I'm with ya on that jacersagain
You just watch! The Germans will end up with all of the money in Europe, because that is what efficiency, thrift, and organization can accomplish!
Will the last person to leave, please turn off the light ?
Good post "jacersagain" I agree with you, You would think our Government who we elect to make fair laws could not come up with some legal means based on what you say to purdue the gangsters who have ripped off our grandchildren and beyond..

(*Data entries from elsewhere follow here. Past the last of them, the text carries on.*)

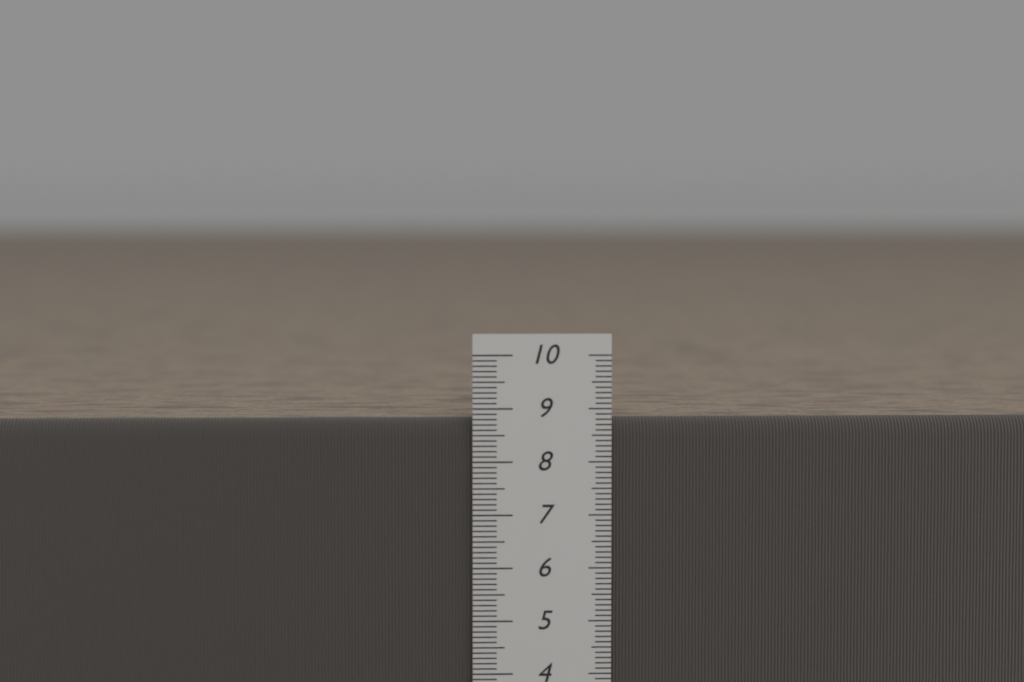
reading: 8.8 cm
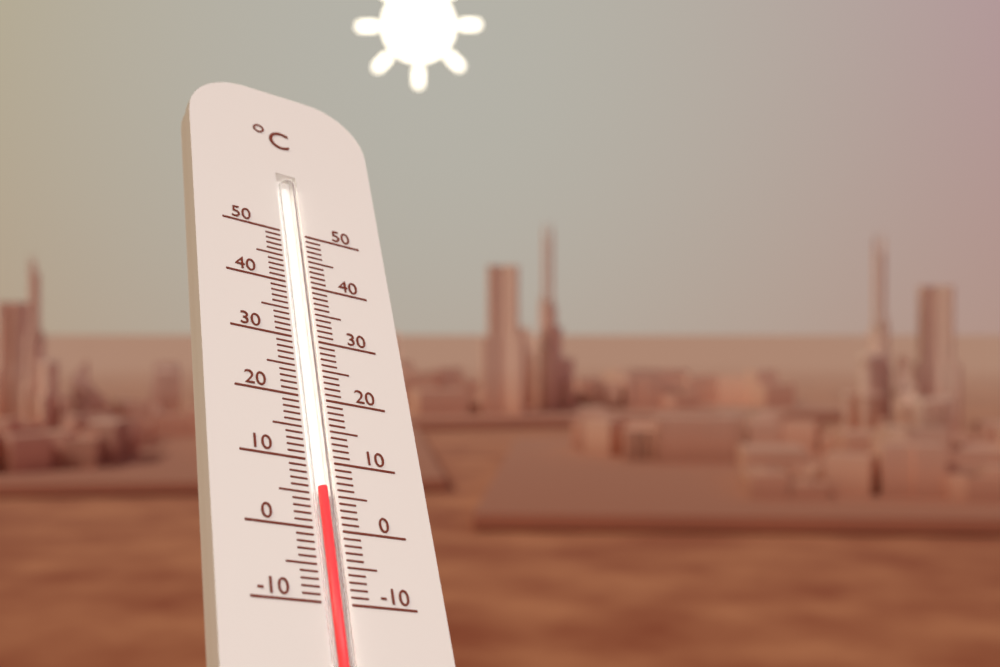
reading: 6 °C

(... cont’d) Well, next would be that the spoils of these raids would then mysteriously re-appear in the accounts of charity groups like Social Justice for Ireland, or St. Vincent de Paul Society and others who give freely to the poor and needy. These charity groups will be secretly encouraged into cooperating with the new breed of Robin Hoods in the re-dispersal of the Irish people’s money. The robbers of the Irish taxpayers will lose everything. The Irish people will get their tax money back and lodge it to a new Citizens Co-op Bank formed for the purpose by the Robin Hood guys and Maid Miriam gals and operated by them for the good of the Irish people. Retribution is delivered, the tables are turned, nobody goes to jail for debt and there won’t be a left-winger in sight. Problem solved. And the NYT will be given a secret exposé interview... but only if they give the Robin Hoodies billions of make-up money for all their lying articles about us Irish.

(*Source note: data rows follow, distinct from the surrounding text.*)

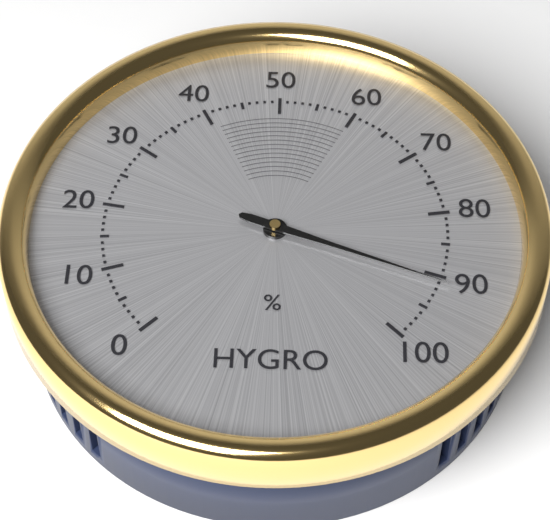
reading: 91 %
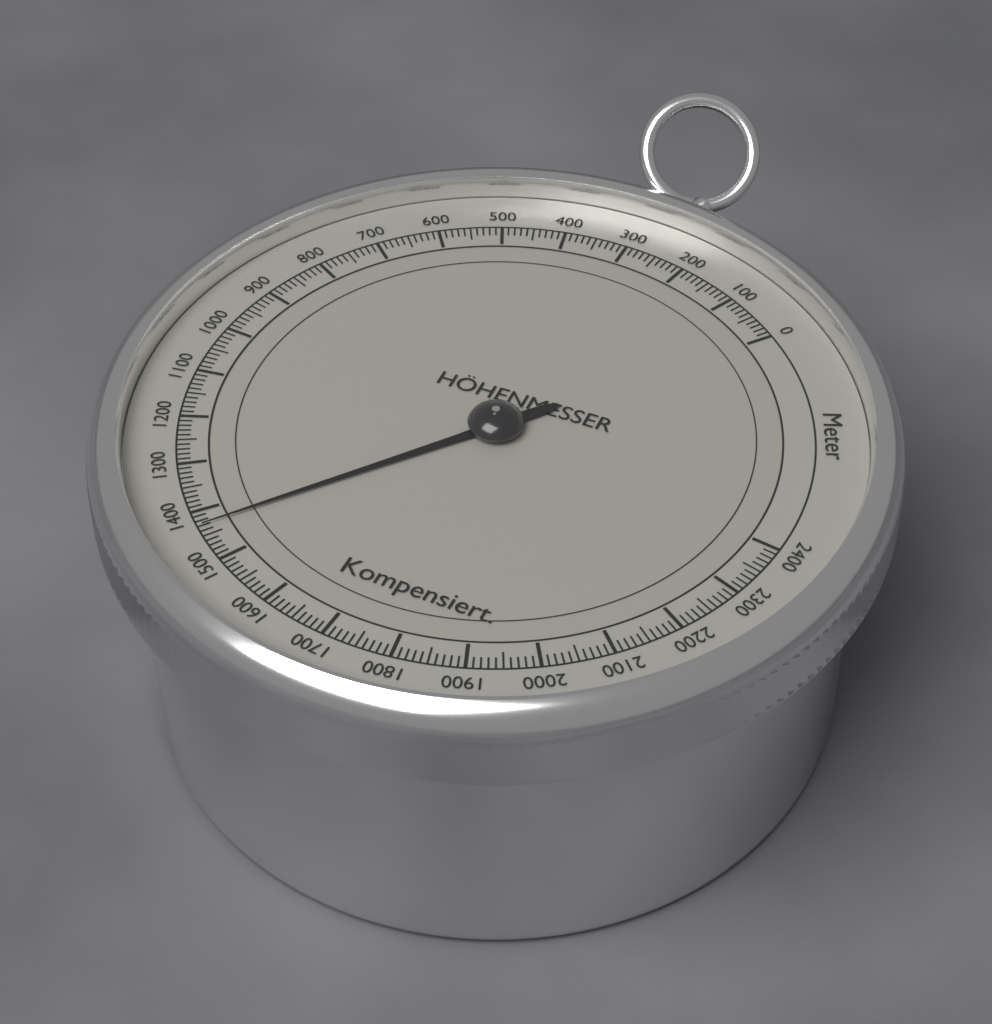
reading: 1430 m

Of course it’s not gonna work... I see on Irish news sites today that a group of left-wingers have united to form a new “United Left Alliance” to stop the 4-Yr plan’s savage cuts. I have a better idea than to form protest groups like this bunch of left-wing wasters. We resurrect the Robin Hood principle and form specialist groups to surreptitiously attack those who really caused the debacle. These specialist groups would have to be secret, like Robin Hood and his men, operating out of secret “lairs” spread around Ireland and the foreign places where these ball-breakers of decent Irish families have scarpered off to, like yer man David Drumm, former chief executive of Anglo Irish Bank, skiving away in the Massachusetts area and Sean Fitzpatrick, the bank’s former chairman. The secret groups would have to be highly specialised in IT, money markets and the workings of banks (plenty of those available in Ireland as banks and stock exchange brokers let staff go). They would raid the accounts of the Irish super-rich, tax exiles like the members of U2, the unscrupulous developers who took our banks loans and never repaid them, the money-sucking lawyers of the Mahon, Flood and other Tribunals, the creditors of Irish Banks, of those who buy bonds from NAMA and charging ridiculous interest rates, and those of the Standard & Poor and Moody who, by ‘their’ judgements, continually downgrade Ireland’s credit ratings. The secret group would steal their cars, home and hotel and pub-group deeds and whatever else they can. So what happens next? (Cont’d...)
Sounds about right, I agree with the author of this story, The problem is Ireland has a Finance Minister who couldn't balance a cheque book let alone a country's finances and a Taoiseach who would be more at home in a Piggery..(and I mean with his nose in the trough).... And therein lies the problems.
Irish Politicians were stupid before, during and will be after the bailout. Maybe The New York Times might be right.